What type of learning involves forming associations between a neutral stimulus and an unconditioned stimulus?
What is classical conditioning?
How old was the participant in the study?
9 years old
What diagnostic manual was used to confirm the boy’s phobia?
What is the DSM-IV?
This therapy successfully change the boy’s observable behavior?
What is behavioral exposure therapy?
What type of research method was used?
What is Clinical case study?
In this case, what emotion was primarily conditioned to the buttons?
What is disgust?
What triggered the onset of the boy’s button phobia?
Accidentally knocking over a bowl of buttons in class, causing distress.
How many total button-related scenarios were included in the hierarchy?
What is 11 scenarios?
What happened to his distress ratings during behavioral exposure?
They increased significantly.
How does the longitudinal design strengthen the study?
It tracks changes over time using multiple data sources.
Which learning process involves behavior being shaped by rewards or consequences?
What is operant conditioning?
What is the specific term for a phobia of buttons?
What is Koumpounophobia?
How many behavioral exposure sessions were completed?
What is 4?
After imagery exposure, what happened to the distress rating for imagining buttons falling all over him (distress level ratings)?
They decreased from 8-5-3
Name one weakness related to generalizability.
The sample was only one participan
What form of classical conditioning results in a stimulus becoming negatively evaluated without expecting danger?
What is evaluative learning?
What type of sample was used in the study?
What is opportunity sampling?
What was the purpose of imagery exposure therapy?
What was to treat internal disgust responses tied to mental images, sensations, and imagined scenarios involving buttons?
What was the long-term outcome at the 6–12 month follow-up?
Minimal distress; no longer met criteria for specific phobia; able to wear buttons.
What ethical concern arises due to the unusual nature of the phobia?
Risk of indirect identification and breach of confidentiality and privacy.
What reaction in the boy persisted despite completing all behavioral exposure tasks?
What is disgust?
What the main emotional driver in this boy's button phobia looked like?
What is disgust, unpleasant feelings, unpleasant smell and repulsiveness towrds buttons?
Why did therapists begin imagery exposure after behavioral exposure?
Because behavioral exposure increased distress and did not reduce disgust, requiring a therapy targeting evaluative
What key conclusion did researchers reach about treating phobias with disgust components?
Imagery exposure effectively reduces disgust-based evaluations and has long-term benefits.
Why might demand characteristics have affected the study’s validity?
The boy may have altered behavior or fear ratings to please the therapists and his mother.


In the copy, include exactly the lines from the one with "Identify the area occupied by *plant*." through the end of the data and no others, both ends kept, with every picture left out.

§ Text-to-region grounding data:
* * *
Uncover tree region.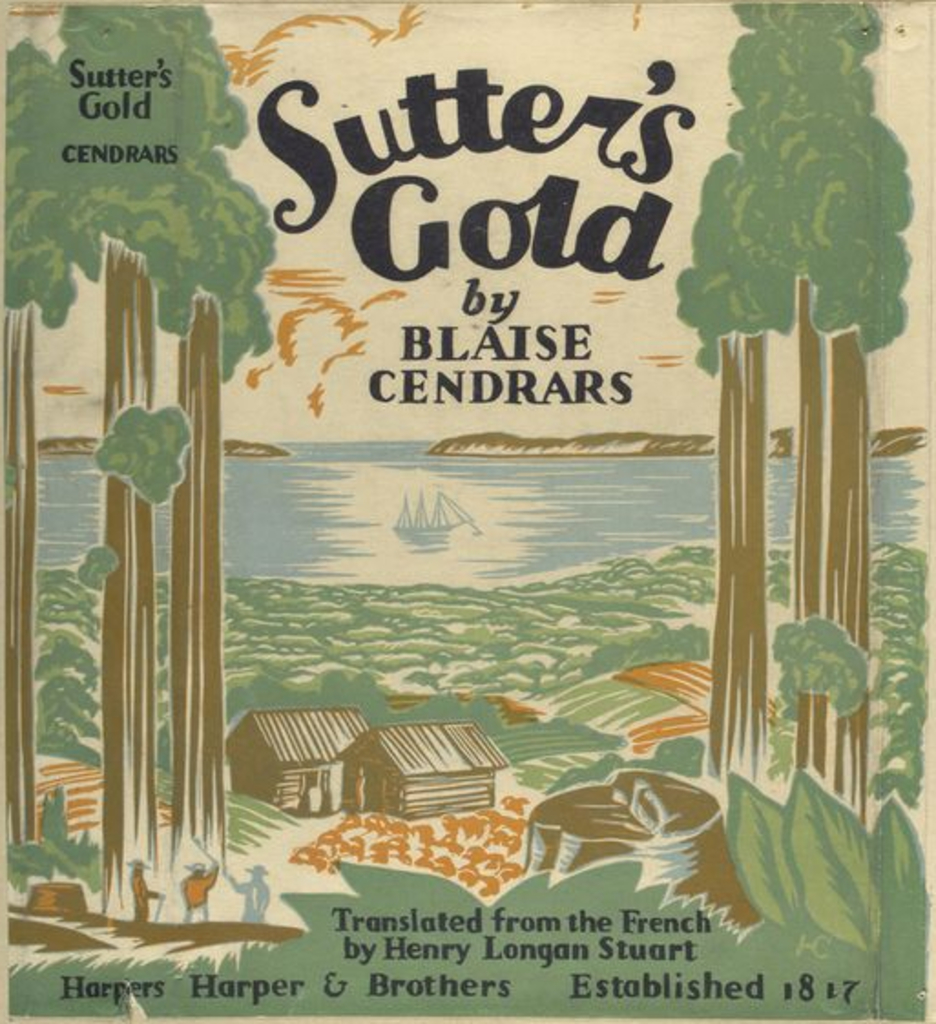
Uncovered: <box>673,0,923,938</box>.
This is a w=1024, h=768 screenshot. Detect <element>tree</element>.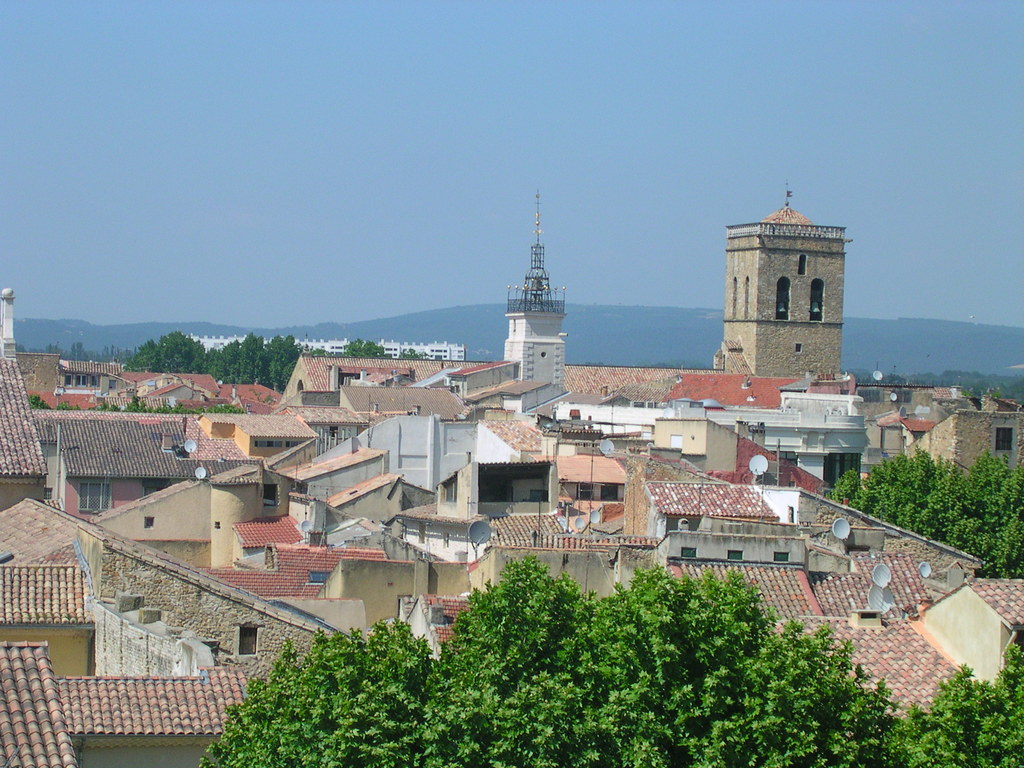
x1=70, y1=342, x2=76, y2=363.
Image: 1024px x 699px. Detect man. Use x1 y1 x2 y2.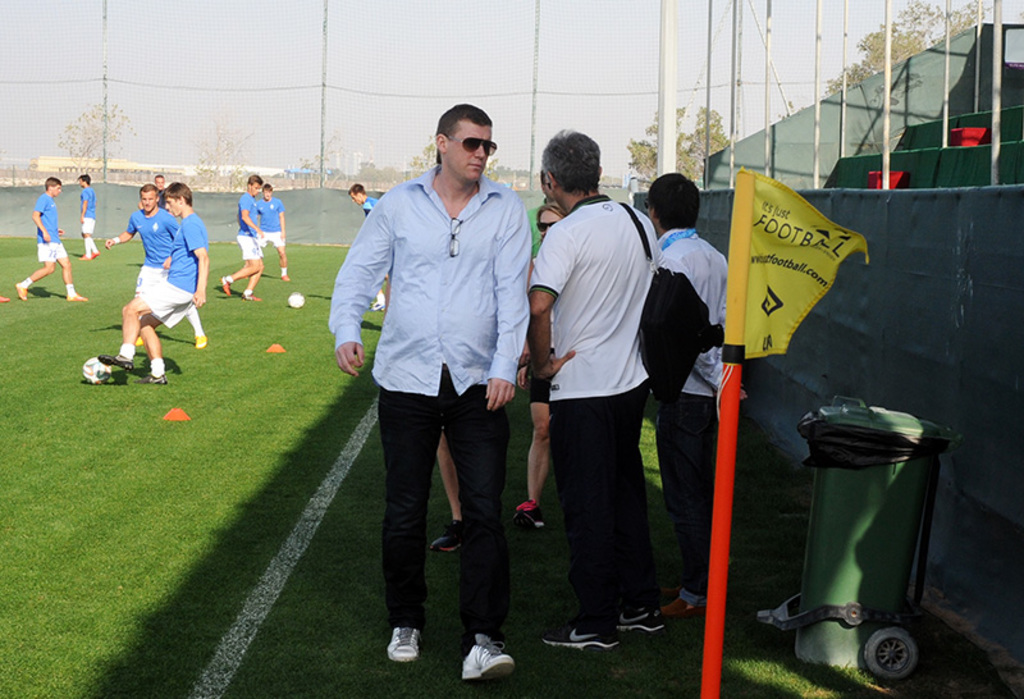
97 186 206 385.
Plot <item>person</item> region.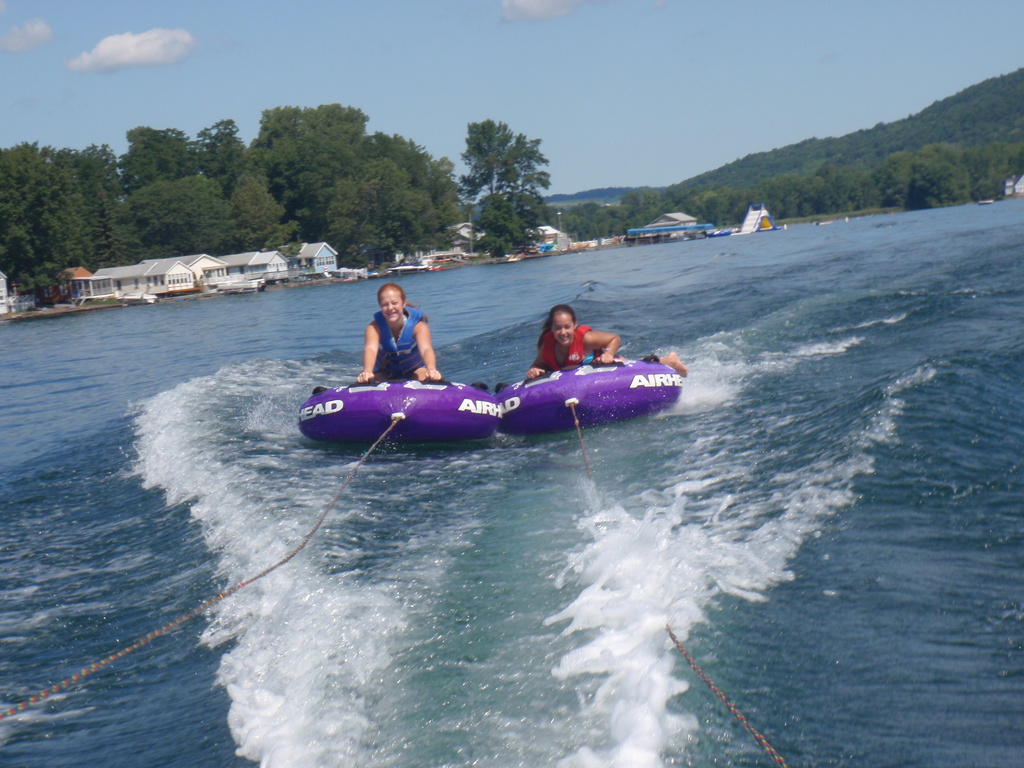
Plotted at left=352, top=281, right=450, bottom=380.
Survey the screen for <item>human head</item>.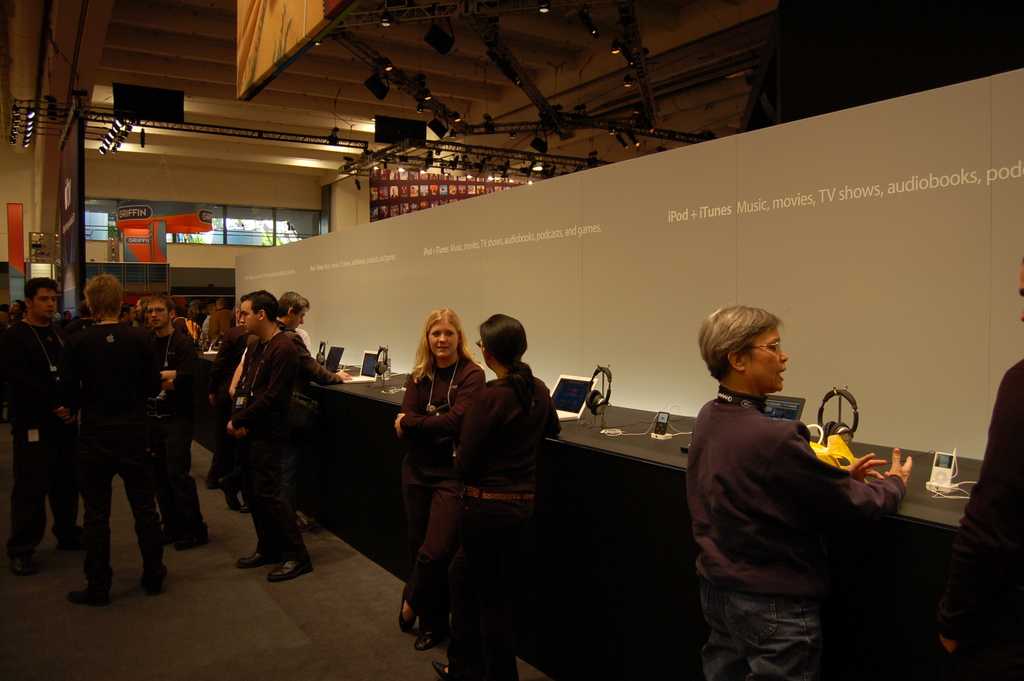
Survey found: Rect(25, 275, 61, 320).
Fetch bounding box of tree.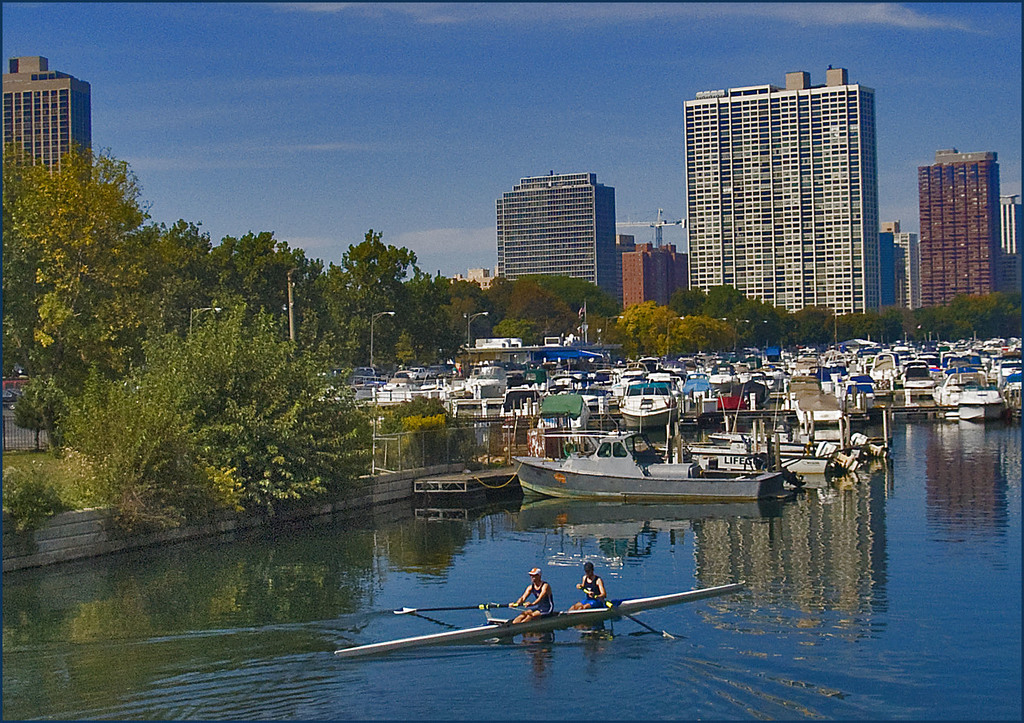
Bbox: 913, 309, 972, 344.
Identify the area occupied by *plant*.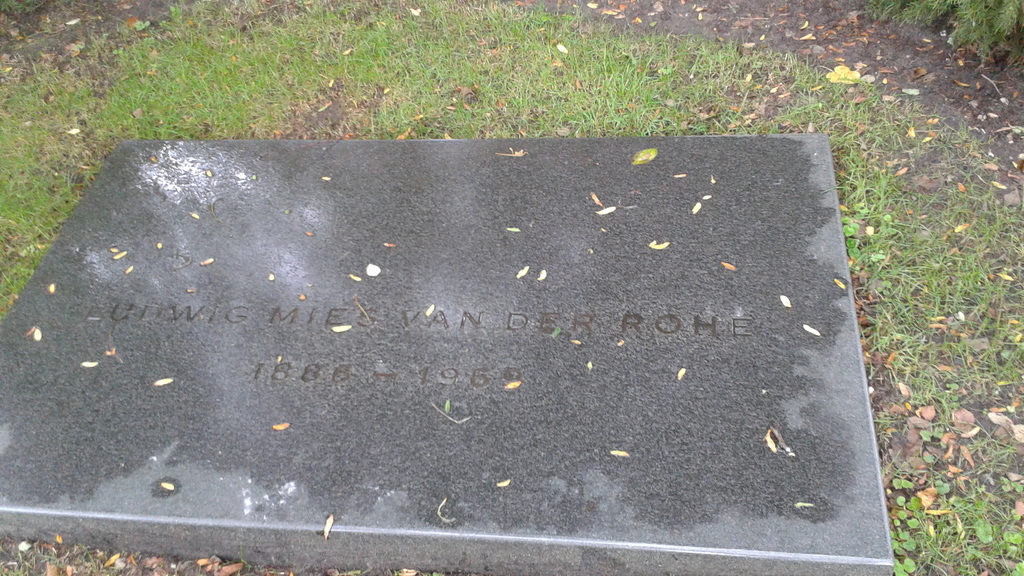
Area: (863,0,1023,58).
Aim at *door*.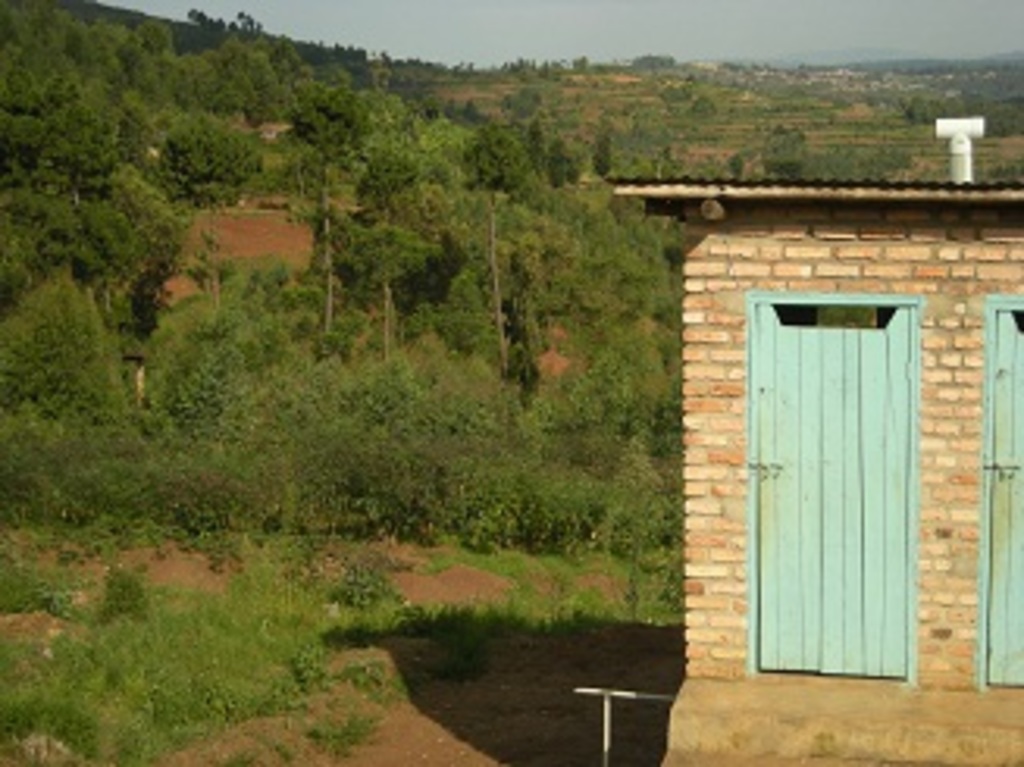
Aimed at bbox(748, 297, 899, 679).
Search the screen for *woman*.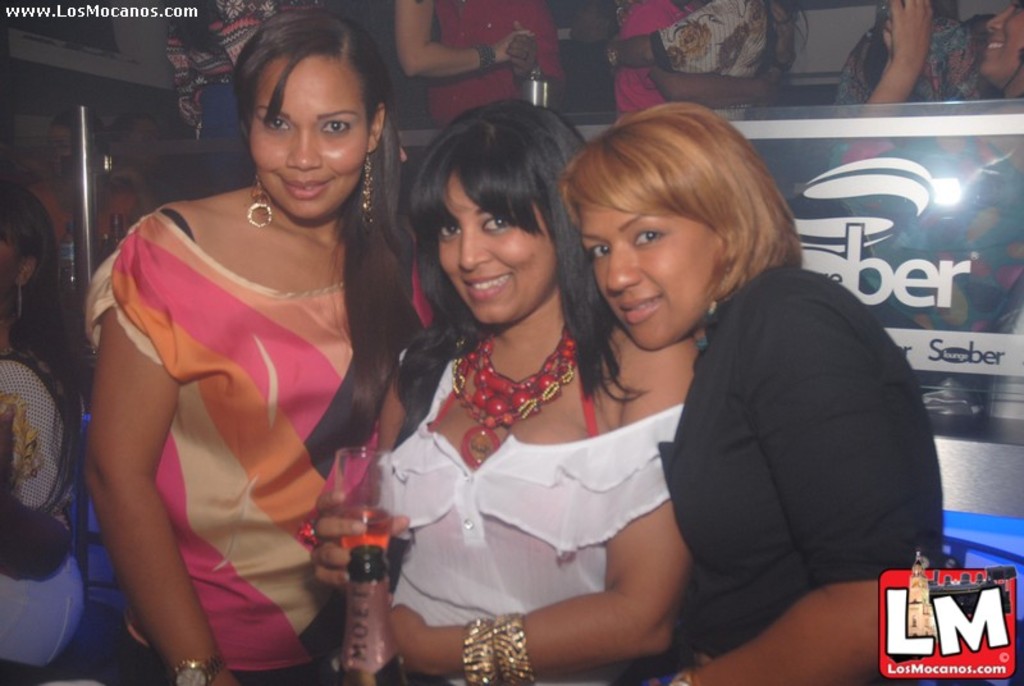
Found at pyautogui.locateOnScreen(388, 0, 572, 128).
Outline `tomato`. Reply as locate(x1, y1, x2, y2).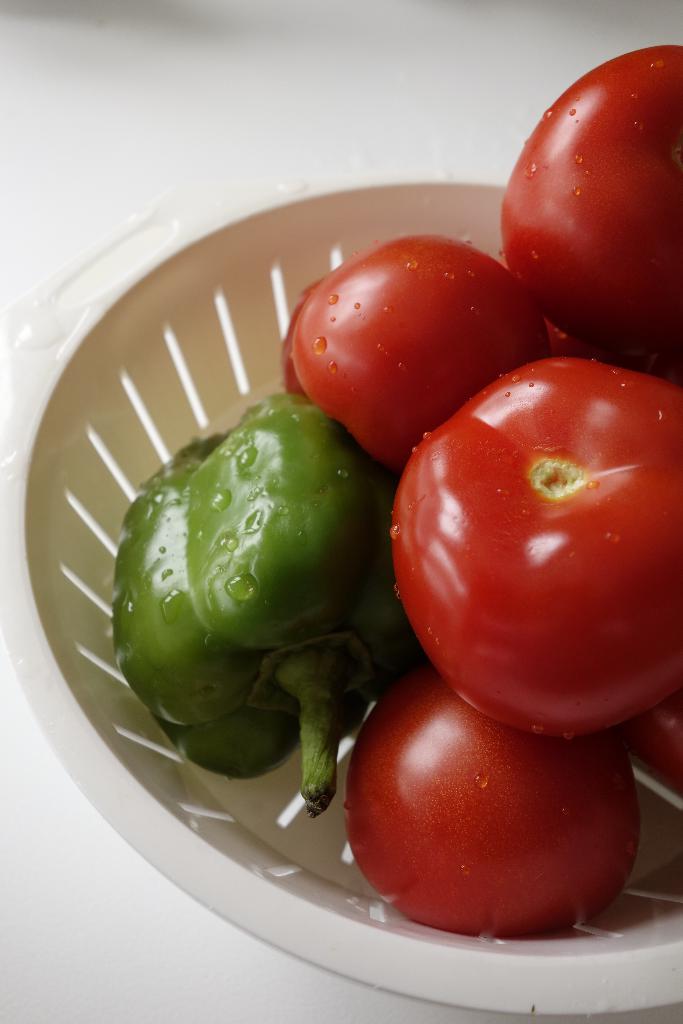
locate(341, 669, 651, 938).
* * *
§ Result for this task:
Identify the area occupied by *plant*.
Area: (863,0,1023,58).
Aim at *door*.
Aimed at bbox(748, 297, 899, 679).
Search the screen for *woman*.
Found at pyautogui.locateOnScreen(388, 0, 572, 128).
Outline `tomato`. Reply as locate(x1, y1, x2, y2).
locate(341, 669, 651, 938).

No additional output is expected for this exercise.